The ancient Pueblo villages at Ridges Basin will soon be inundated together under a slowly rising tide of dam water. In a couple of years, Sacred Ridge will lie in a liquid, man-made grave. Human remains from the site have been ceremonially reburied in a nearby protected area by Pueblo tribal representatives.

Voluminous skeletal data gathered by Stodder’s team will go to a federal archive for examination by other interested researchers. In an oddly fitting turn of events, victims of the mysterious massacre at Sacred Ridge will have a long scientific afterlife.


Violent encounters  Scientists have uncovered evidence of past violent attacks around the world, but deducing motivation is difficult. Evidence of past violent attacksClockwise from top left: © Cliché Fabian Haack, GDKE Rheinland—Pfalz/Direktion Landesarchäologie—Speyer; Courtesy the Trustees of the British Museum; Univ. of Chicago

At a cave dubbed Ofnet, in Bavaria in 1908, a researcher uncovered two small pits with more than 30 human skulls. Later investigations suggested that someone had intentionally cracked many of the skulls before placing them in the cave (SN: 4/20/91, p. 254). The skulls, which date to about 7,200 years ago, belonged to men and women and to adolescents and children. Some say the findings suggest that violence was an integral part of ancient social behavior.

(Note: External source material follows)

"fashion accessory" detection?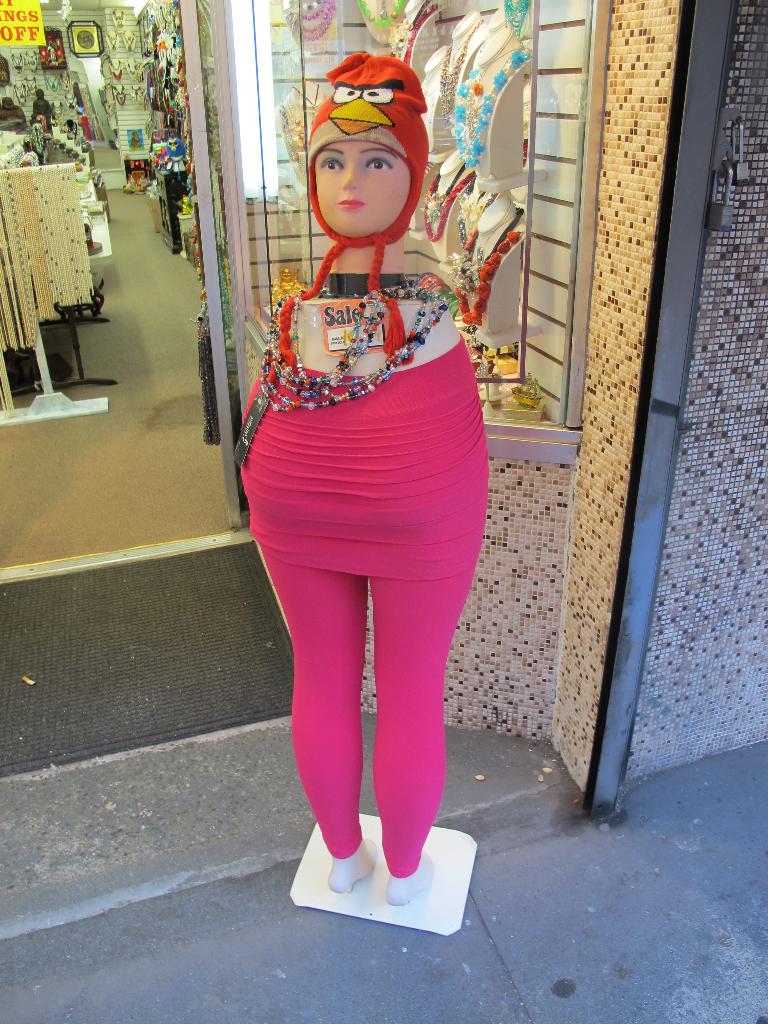
[61,76,72,93]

At a settlement in southern Germany, hundreds of people (skullcaps shown at top left) were butchered and eaten over the course of decades some 7,000 years ago, scientists have proposed (SN: 1/2/10, p. 10). They argue that skeletal markings indicate human bodies were butchered in the same way as animals. Others argue that the findings are consistent with ceremonial reburial practices.

Investigations in Schletz, Austria, beginning in 1983 have revealed the skeletal remains of 67 individuals with multiple traumas. Studies suggest a settlement’s entire population was exterminated about 7,000 years ago. The bodies were left unburied in an oval trench for months.

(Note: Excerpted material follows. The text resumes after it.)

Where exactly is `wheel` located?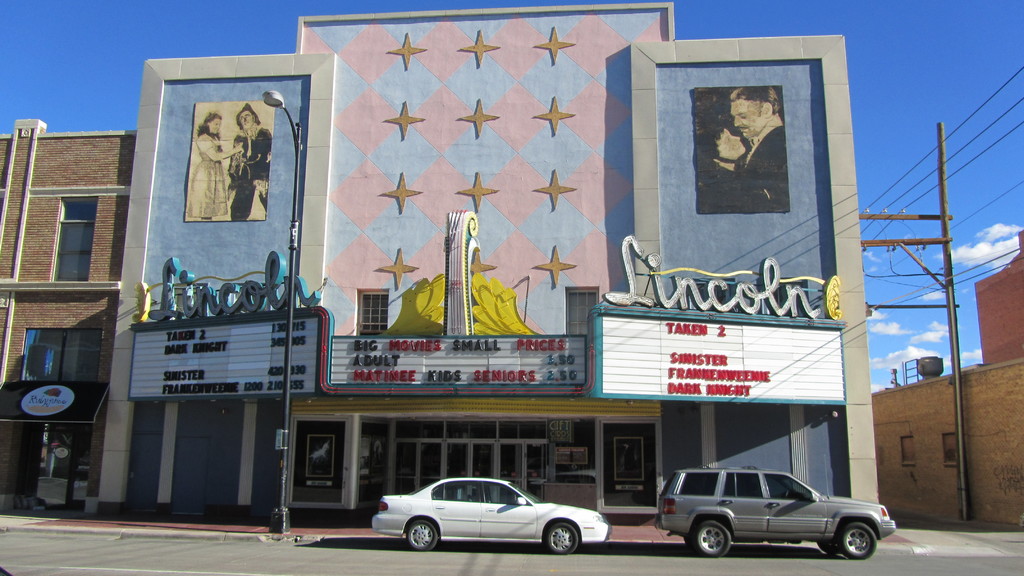
Its bounding box is [405,513,439,545].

A fortification ditch at Crow Creek in South Dakota holds the remains of nearly 500 men, women and children. The individuals are believed to represent 60 percent of their village, which dates to 1325. Nearly all of the individuals’ remains, uncovered in 1978, showed signs of trauma and mutilation. Most also revealed evidence of scalping, decapitation and dismemberment.

A burial vault uncovered at Teotihuacán, outside Mexico City, contains the remains of a dozen people, all with their hands tied behind their backs. Ten of the people were decapitated. The remains, which date to roughly 2,000 years ago, were found alongside beads, greenstone earspools and animals, suggesting ritual sacrifice.

Pulled from a peat bog in England, the Lindow Man (right) suffered blows to the head, a knee to the back and had his throat slit and a cord tied around his neck sometime during the first century. Probably in his 20s when he died, his body was uncovered in the 1980s. Bogs in northwestern Europe have preserved bodies for as long as 10,000 years.

About 30 kilometers from Cuzco, Peru, a team uncovered the remains of seven children who were apparently killed in a sacrificial rite that honored Inca deities (SN: 10/23/10, p. 12). The children were buried beneath a 500- to 600-year-old building. Researchers have not yet determined the cause of death, but accounts written by Spanish conquistadores describe strangulation of sacrificed youngsters.

A 5,500-year-old war zone in Syria was unearthed between 1999 and 2001. Researchers found what looked like bullets numbering to 1,200 and about a tenth as many large clay balls (bottom left). A collapsed mud-brick wall suggests heavy bombardment.

Bruce Bower has written about the behavioral sciences for Science News since 1984. He writes about psychology, anthropology, archaeology and mental health issues.